Why is it that we always try to convince ourselves that we’re okay, even when the world is crumbling around us?! Do we have this sick morbid default setting that allows us to believe the bullshit we’re selling to ourselves? Or is it that we try to push our emotional and physical limits to grow stronger as a person?

Either way, the words “I’m fine” could either be a blessing or a curse. Whichever person you telling them to.

I’m a fond believer in using the phrase “I’m fine” when things are going tough. It’s not that I’m some attention seeking whore that wants everyone to kiss my ass to find out how I am, but I actually use the phrase to get people off my backs. Cause see, when I say it, I can say it with a smile that will make even Meryl Streep seem like a bad actress.

Sometimes,”I’m fine” is my safe house in a storm raging around me and I can escape everything for the time being.

Lately, I’ve been saying it a lot, trying to convince everyone and myself that I’m okay. Whilst I was vacationing under a banner of avoidance, I soon realised that this safe house I had created for myself, had been compromised.

It wasn’t “fine”. Things were beyond awful lately.

It felt like the entire world was against me – or at the least some element of disaster had been plaguing me rampantly.

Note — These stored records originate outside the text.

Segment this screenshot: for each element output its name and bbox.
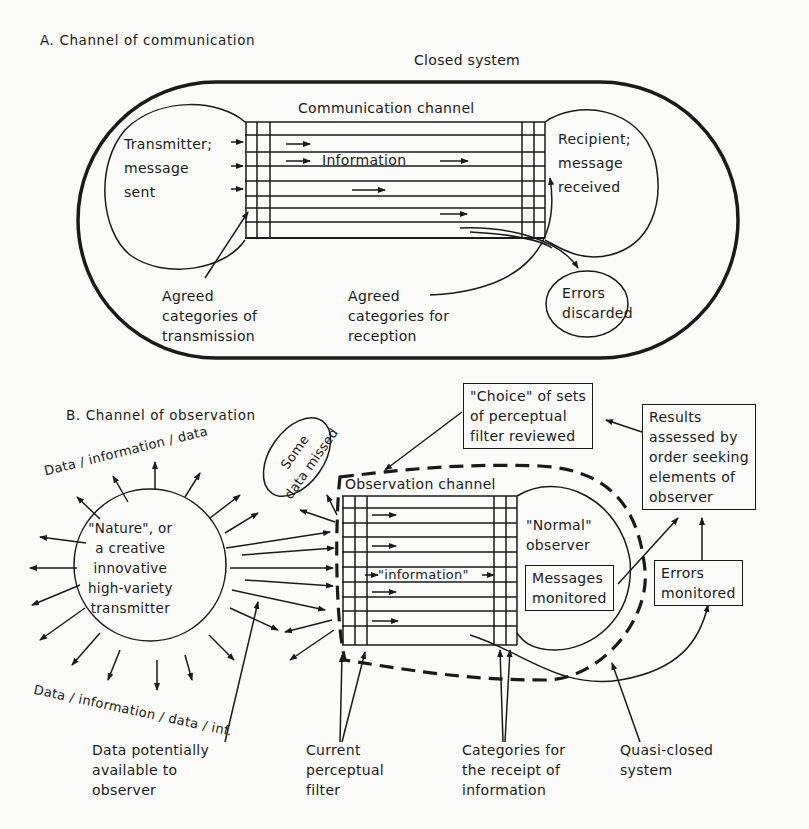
communication-channel-label: Communication channel	[298, 98, 475, 118]
quasi-closed-label: Quasi-closed system	[620, 740, 713, 780]
normal-observer-label: "Normal" observer	[526, 515, 592, 555]
closed-system-label: Closed system	[414, 50, 520, 70]
choice-reviewed-box: "Choice" of sets of perceptual filter re…	[463, 383, 593, 449]
errors-discarded-label: Errors discarded	[562, 283, 633, 323]
categories-receipt-label: Categories for the receipt of informatio…	[462, 740, 565, 800]
transmitter-label: Transmitter; message sent	[124, 132, 212, 204]
information-label: Information	[322, 150, 406, 170]
current-filter-label: Current perceptual filter	[306, 740, 384, 800]
part-b-title: B. Channel of observation	[66, 405, 256, 425]
observation-information-label: "information"	[378, 565, 469, 585]
messages-monitored-box: Messages monitored	[525, 565, 614, 611]
results-assessed-box: Results assessed by order seeking elemen…	[642, 404, 756, 510]
agreed-reception-label: Agreed categories for reception	[348, 286, 449, 346]
agreed-transmission-label: Agreed categories of transmission	[162, 286, 257, 346]
errors-monitored-box: Errors monitored	[654, 560, 743, 606]
recipient-label: Recipient; message received	[558, 127, 631, 199]
nature-label: "Nature", or a creative innovative high-…	[88, 518, 173, 618]
part-a-title: A. Channel of communication	[40, 30, 255, 50]
observation-channel-label: Observation channel	[345, 474, 496, 494]
data-potentially-label: Data potentially available to observer	[92, 740, 209, 800]
communication-channel	[245, 122, 545, 238]
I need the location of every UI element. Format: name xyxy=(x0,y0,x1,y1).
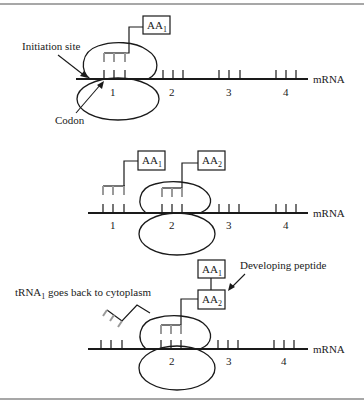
codon-4-ticks xyxy=(274,340,294,349)
panel-initiation: AA1 1 2 3 4 mRNA Initiation site Codon xyxy=(22,16,345,126)
codon-number: 3 xyxy=(226,86,232,98)
ribosome-large-subunit xyxy=(140,182,211,213)
trna-released-label: tRNA1 goes back to cytoplasm xyxy=(15,286,151,301)
trna-2 xyxy=(162,163,198,197)
codon-arrow xyxy=(76,84,101,113)
codon-number: 3 xyxy=(226,219,232,231)
developing-peptide-label: Developing peptide xyxy=(240,259,327,271)
ribosome-large-subunit xyxy=(140,316,211,349)
peptide-arrowhead xyxy=(228,283,235,291)
initiation-site-label: Initiation site xyxy=(22,40,80,52)
codon-number: 1 xyxy=(110,219,116,231)
ribosome-large-subunit xyxy=(83,43,157,79)
codon-3-ticks xyxy=(219,204,239,213)
codon-3-ticks xyxy=(219,70,240,79)
trna-1 xyxy=(103,161,138,195)
codon-number: 3 xyxy=(226,355,232,367)
aa1-label: AA1 xyxy=(147,19,167,34)
codon-number: 4 xyxy=(281,355,287,367)
codon-4-ticks xyxy=(276,204,296,213)
codon-number: 2 xyxy=(169,219,175,231)
panel-translocation: AA1 AA2 tRNA1 goes back to cytoplasm Dev… xyxy=(15,259,345,390)
codon-3-ticks xyxy=(218,340,238,349)
codon-number: 2 xyxy=(169,86,175,98)
aa1-label: AA1 xyxy=(202,263,222,278)
ribosome-small-subunit xyxy=(139,213,215,255)
initiation-arrow xyxy=(58,55,85,76)
released-trna-1 xyxy=(103,305,150,327)
aa2-label: AA2 xyxy=(202,154,222,169)
codon-4-ticks xyxy=(276,70,296,79)
initiation-arrowhead xyxy=(80,71,88,78)
translation-diagram: AA1 1 2 3 4 mRNA Initiation site Codon xyxy=(0,0,364,404)
panel-elongation: AA1 AA2 1 2 3 4 mRNA xyxy=(88,151,345,255)
ribosome-small-subunit xyxy=(139,346,215,390)
mrna-label: mRNA xyxy=(313,343,345,355)
codon-number: 4 xyxy=(283,86,289,98)
aa1-label: AA1 xyxy=(142,154,162,169)
codon-1-ticks xyxy=(103,204,124,213)
mrna-label: mRNA xyxy=(313,207,345,219)
codon-number: 4 xyxy=(283,219,289,231)
aa2-label: AA2 xyxy=(202,293,222,308)
ribosome-small-subunit xyxy=(77,78,159,120)
codon-label: Codon xyxy=(55,114,85,126)
codon-2-ticks xyxy=(163,70,183,79)
codon-1-ticks xyxy=(101,340,122,349)
mrna-label: mRNA xyxy=(313,73,345,85)
codon-number: 2 xyxy=(169,355,175,367)
codon-2-ticks xyxy=(162,204,182,213)
codon-number: 1 xyxy=(110,86,116,98)
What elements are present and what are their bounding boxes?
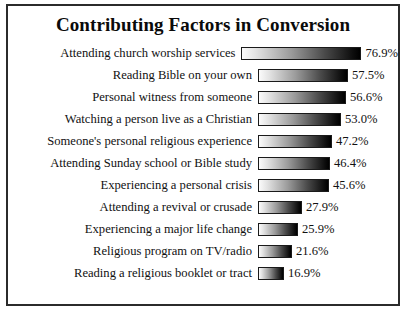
bar (258, 91, 346, 104)
bar (258, 201, 302, 214)
bar-value-label: 21.6% (296, 244, 329, 259)
bar-category-label: Watching a person live as a Christian (12, 112, 258, 127)
bar-category-label: Personal witness from someone (12, 90, 258, 105)
bar-category-label: Attending Sunday school or Bible study (12, 156, 258, 171)
bar-track: 56.6% (258, 86, 398, 108)
bar-value-label: 46.4% (334, 156, 367, 171)
bar (258, 135, 332, 148)
bar (258, 113, 341, 126)
bar-track: 16.9% (258, 262, 398, 284)
bar (258, 69, 348, 82)
bar-value-label: 45.6% (333, 178, 366, 193)
bar-row: Religious program on TV/radio21.6% (12, 240, 398, 262)
bar-row: Attending church worship services76.9% (12, 42, 398, 64)
bar-category-label: Experiencing a personal crisis (12, 178, 258, 193)
bar-track: 76.9% (241, 42, 398, 64)
bar-category-label: Experiencing a major life change (12, 222, 258, 237)
bar-track: 46.4% (258, 152, 398, 174)
bar-row: Personal witness from someone56.6% (12, 86, 398, 108)
bar (258, 245, 292, 258)
bar-row: Attending a revival or crusade27.9% (12, 196, 398, 218)
bar-track: 47.2% (258, 130, 398, 152)
chart-title: Contributing Factors in Conversion (8, 14, 398, 36)
bar-row: Attending Sunday school or Bible study46… (12, 152, 398, 174)
bar (258, 267, 284, 280)
bar-category-label: Religious program on TV/radio (12, 244, 258, 259)
bar-value-label: 16.9% (288, 266, 321, 281)
bar-category-label: Someone's personal religious experience (12, 134, 258, 149)
bar-value-label: 56.6% (350, 90, 383, 105)
bar-track: 21.6% (258, 240, 398, 262)
bar-row: Watching a person live as a Christian53.… (12, 108, 398, 130)
bar-value-label: 76.9% (365, 46, 398, 61)
bar (258, 179, 329, 192)
bar-track: 25.9% (258, 218, 398, 240)
bar-value-label: 53.0% (345, 112, 378, 127)
bar-track: 45.6% (258, 174, 398, 196)
bar-value-label: 27.9% (306, 200, 339, 215)
bar-category-label: Reading Bible on your own (12, 68, 258, 83)
bar-value-label: 25.9% (302, 222, 335, 237)
bar-row: Experiencing a major life change25.9% (12, 218, 398, 240)
bar-category-label: Attending church worship services (12, 46, 241, 61)
bar-track: 27.9% (258, 196, 398, 218)
bar-track: 57.5% (258, 64, 398, 86)
bar-rows: Attending church worship services76.9%Re… (8, 42, 398, 284)
bar-row: Reading Bible on your own57.5% (12, 64, 398, 86)
bar (258, 223, 298, 236)
bar-category-label: Reading a religious booklet or tract (12, 266, 258, 281)
bar-value-label: 47.2% (336, 134, 369, 149)
chart-frame: Contributing Factors in Conversion Atten… (6, 4, 400, 306)
bar-category-label: Attending a revival or crusade (12, 200, 258, 215)
bar-row: Reading a religious booklet or tract16.9… (12, 262, 398, 284)
bar-value-label: 57.5% (352, 68, 385, 83)
bar-row: Experiencing a personal crisis45.6% (12, 174, 398, 196)
bar-track: 53.0% (258, 108, 398, 130)
bar (241, 47, 361, 60)
bar-row: Someone's personal religious experience4… (12, 130, 398, 152)
bar (258, 157, 330, 170)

Suddenly, saying “I’m fine” wasn’t cutting it anymore.

It wasn’t ’till I met this nice old lady on the train the other morning. Let’s say it was by fate that I met her.

While we took our journey to the city, I saw her peering over at me. I was slumped against the window, staring into the distance.

She inched closer to me, and then looked at me and said: “My boy, the monsters that you think are chasing you right now, are only living in your imagination or under your bed.”

There was a silent moment while I stared at her, before a small smirk drew over my lips.

“And besides. Face it. You could have been Jay Z in the lift with Beyonce’s sister.”

I started laughing. She was a very wise, clued up old lady.

And I realised again that we get caught up in our own worlds so easily. And your problems always seem big in your own world, until you step out of it and look at it from the outside.

While I keep using the phrase “I’m fine” in vain, I was actually “fine”. In retrospect, things could be worse. But they’re not.

I’m fine… It’s not the phrase that pays, but it’s the phrase that stays.

While the world motors on around me, I’m going to start taking more value out of “I’m fine”… And while I soak up that lesson, I’ll lean towards the hope that the sun might shine tomorrow.